Before making his decision, the judge asked investigator Rakilov to clarify the what charges were being brought against the accused. Rakilov said that no charges had been made as of that point, as the investigation was still underway, adding, however, that though the case had been initiated under Article 212.3, “if anything,” the investigators would file more as necessary.

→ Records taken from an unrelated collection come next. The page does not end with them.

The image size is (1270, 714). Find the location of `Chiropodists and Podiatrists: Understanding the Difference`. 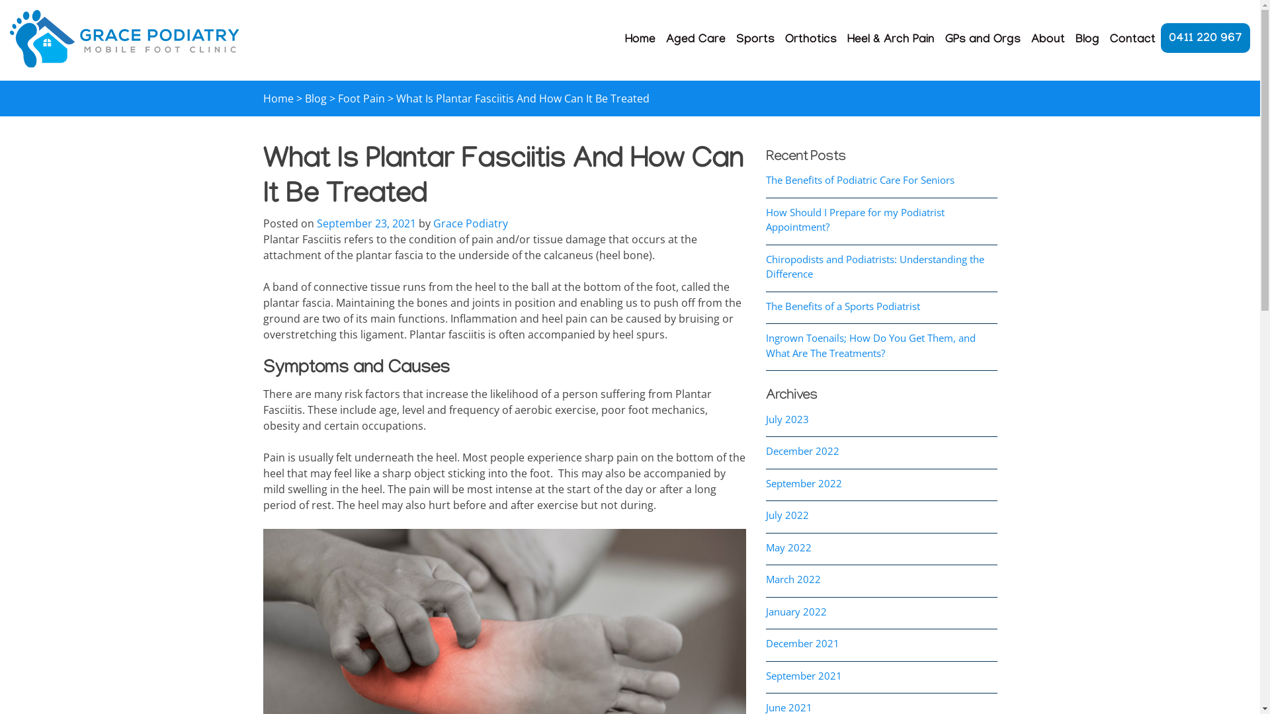

Chiropodists and Podiatrists: Understanding the Difference is located at coordinates (875, 267).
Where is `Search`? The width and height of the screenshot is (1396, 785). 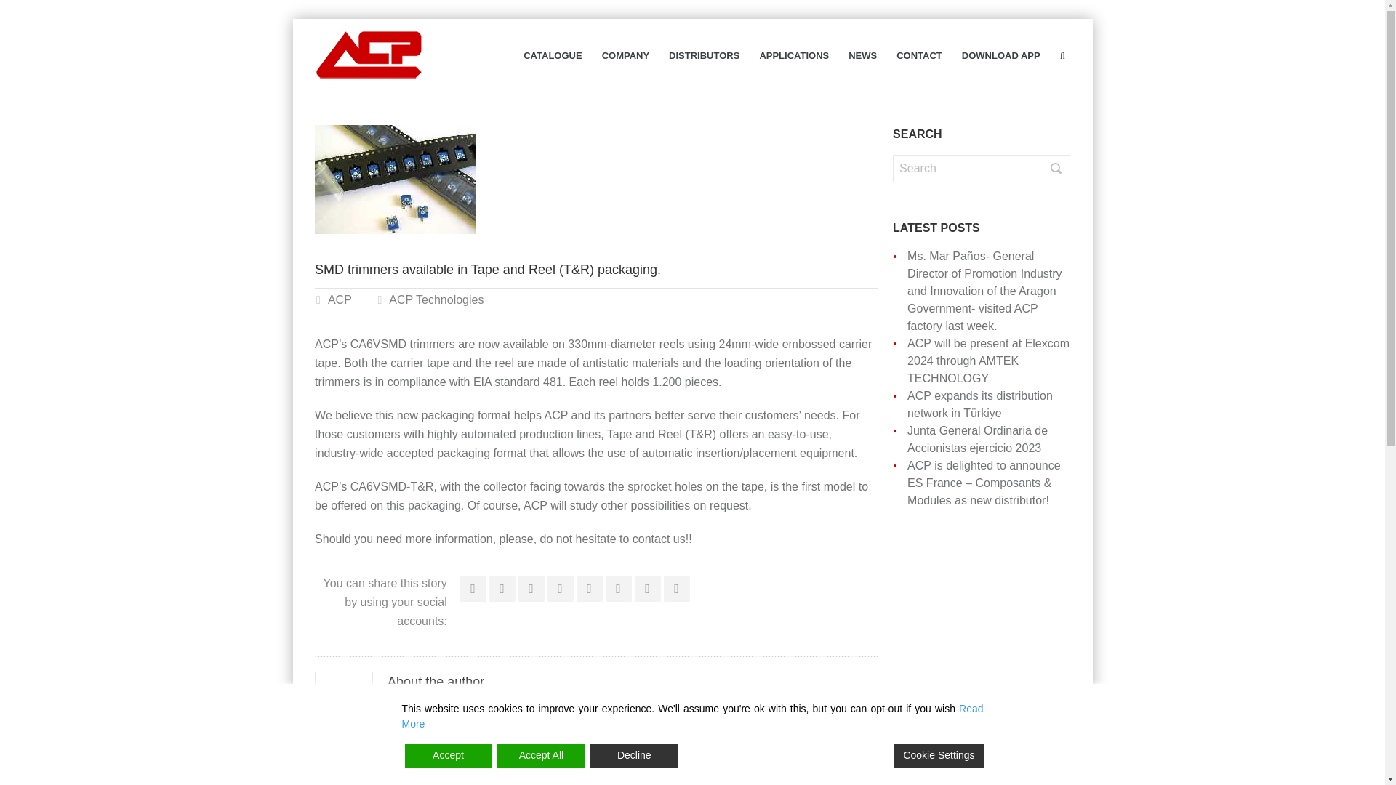 Search is located at coordinates (982, 168).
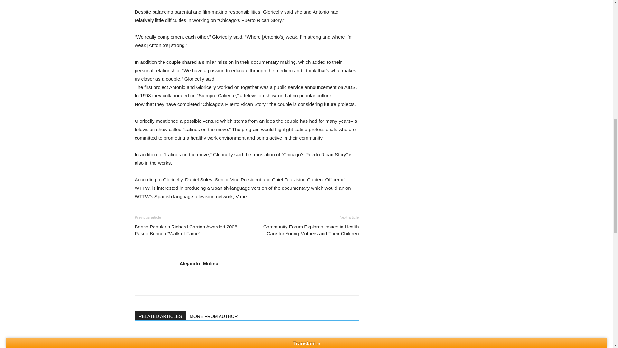 Image resolution: width=618 pixels, height=348 pixels. I want to click on MORE FROM AUTHOR, so click(214, 315).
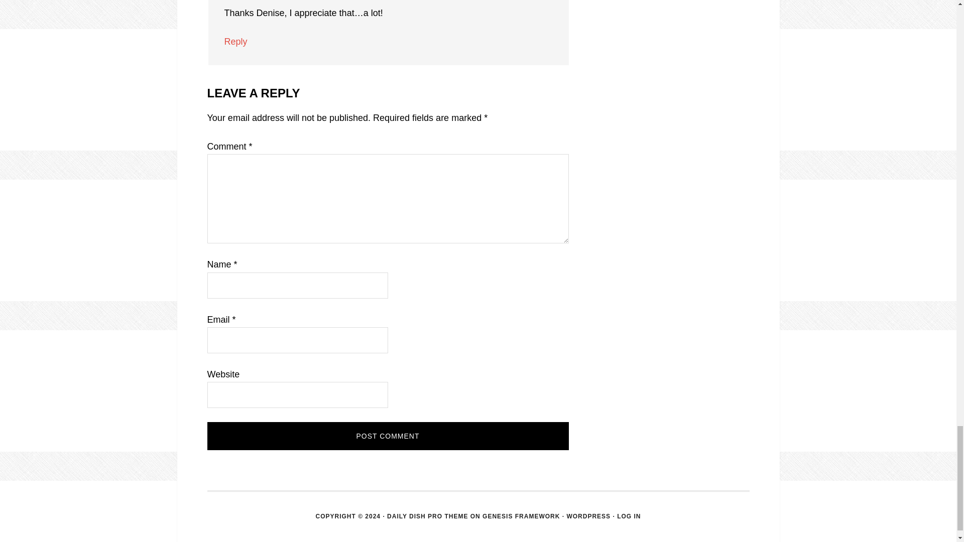 The height and width of the screenshot is (542, 964). Describe the element at coordinates (629, 516) in the screenshot. I see `LOG IN` at that location.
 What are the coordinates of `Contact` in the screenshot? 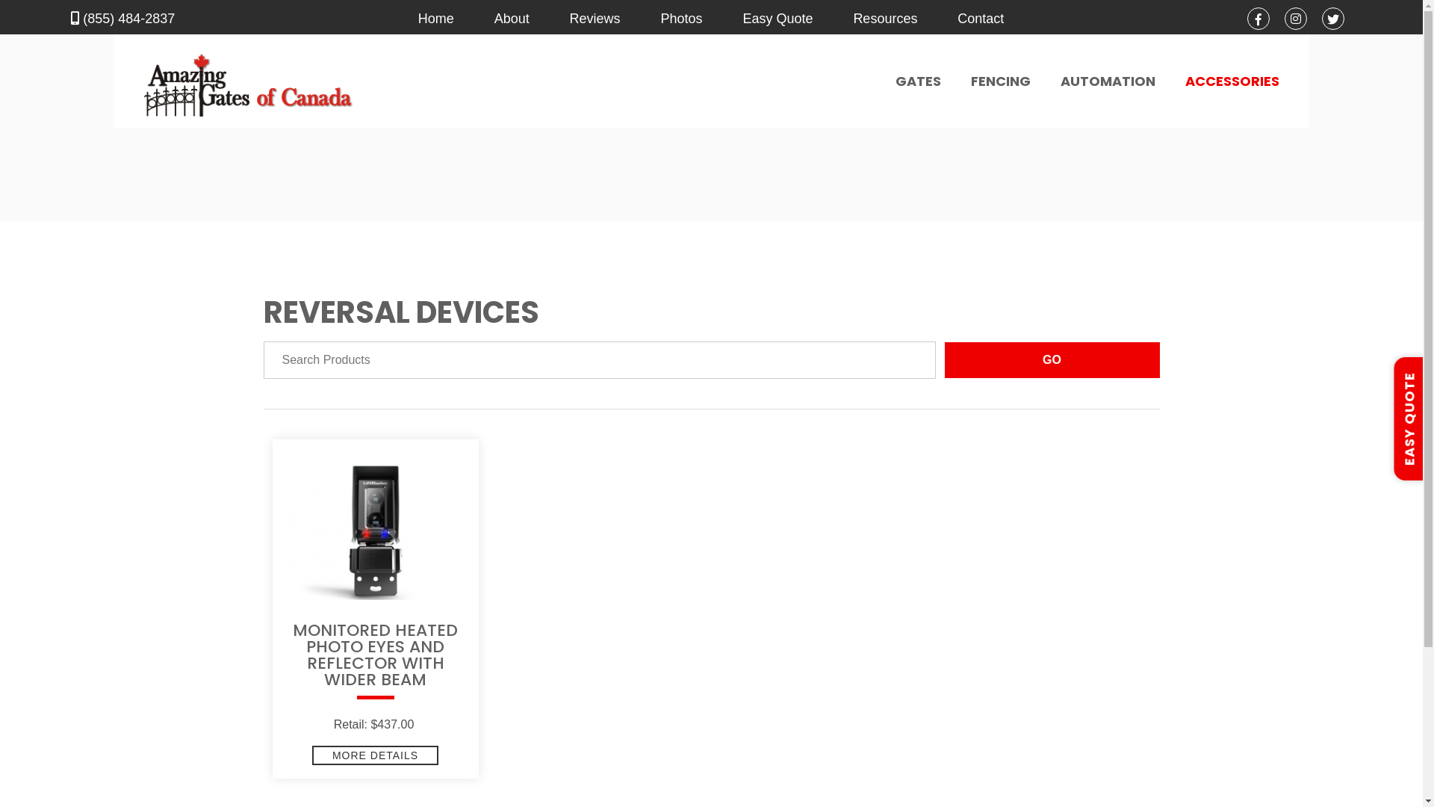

The court released Bogatov on his own recognizance not to travel, but he was still taken out of the hall in handcuffs. Bogatov’s lawyer and relatives were sure that he would be released under a written undertaking not to leave the city within just a few hours. He was put in an isolation unit where he was to sign the necessary release documents. However, as his lawyer Aleksei Teptsov said in an interview with Meduza on April 8, became known that late in the evening it Bogatov had been taken away for interrogation at the Investigative Committee yet again. According to Teptsov, Bogatov was now also being investigated under Article 205.2 of the Criminal Code on ‘incitement of terrorist activities or justifying terrorism via the Internet.’ Furthermore, Bogatov’s charge on mass riots was changed, as well. “That is, Dmitry is not suspected of disseminating any information or appealing for mass riots, but of organizing mass riots,” explained his lawyer. “Investigative actions were carried out until half past five in the morning,” said the lawyer. During this period, the suspect had been interrogated and accused, formal charges were brought against him, and he was detained.

According to the lawyer, the basis of the new criminal case was the full text of the same article whose fragments were quoted by the investigator in the courtroom one day earlier. “I do not understand why it was presented in the form of a one [accusation] until yesterday and now there are signs of a different [accusation]. Apparently, investigators looked at the situation in a new way,” said Teptsov.

Teptsov also suggested that investigators were somehow withholding from the defense team. “Investigative teams should have very good reasons to change articles [under which people are accused], initiate new criminal cases, and reclassify Dmitry’s actions in a matter of a couple of days. All the while, his involvement in posting [anything about mass protests] has in no way been confirmed,” he said. On the evening of April 7, the lawyer claimed that his client had nothing to do with posting the incendiary messages, especially as they had been posted on someone else’s account under from different IP-addresses.

Dmitry Bogatov’s mother Margarita Bogatova told Meduza that she has a documentary evidence of her son’s innocence – surveillance footage showing Bogatov food shopping with his wife at the time of the incidence he is being accused off. Bogatova said that her son is a “very law-abiding person” and will not even cross the street unless there was a crosswalk.

“Nothing about him is illegal. He would not even hurt a cat, what incitement of mass riots could there possibly have been?! He and his wife – a genetic biologist – have [been vegan] for several years. They play chess; they learned Esperanto in three months and were supposed to go to the international meeting,” Bogatova told Meduza. According to her, her son did not participate (and did not intend to participate) in any protests: “He is an educated person” who spends his time reading news, but watches politics from the side lines and does not participate in politics or speak about it publicly, she said.

On April 8, the court prolonged Bogatov’s detention for 72 hours. His defense ask Judge Naydenov even before the investigator’s motion to postpone the meeting in order to collect additional documents and evidence. “The investigator’s petition was not examined [based on the evidence that was available],” Teptsov specified. Bogatov’s hearing on “a preventive measure” is scheduled for April 10.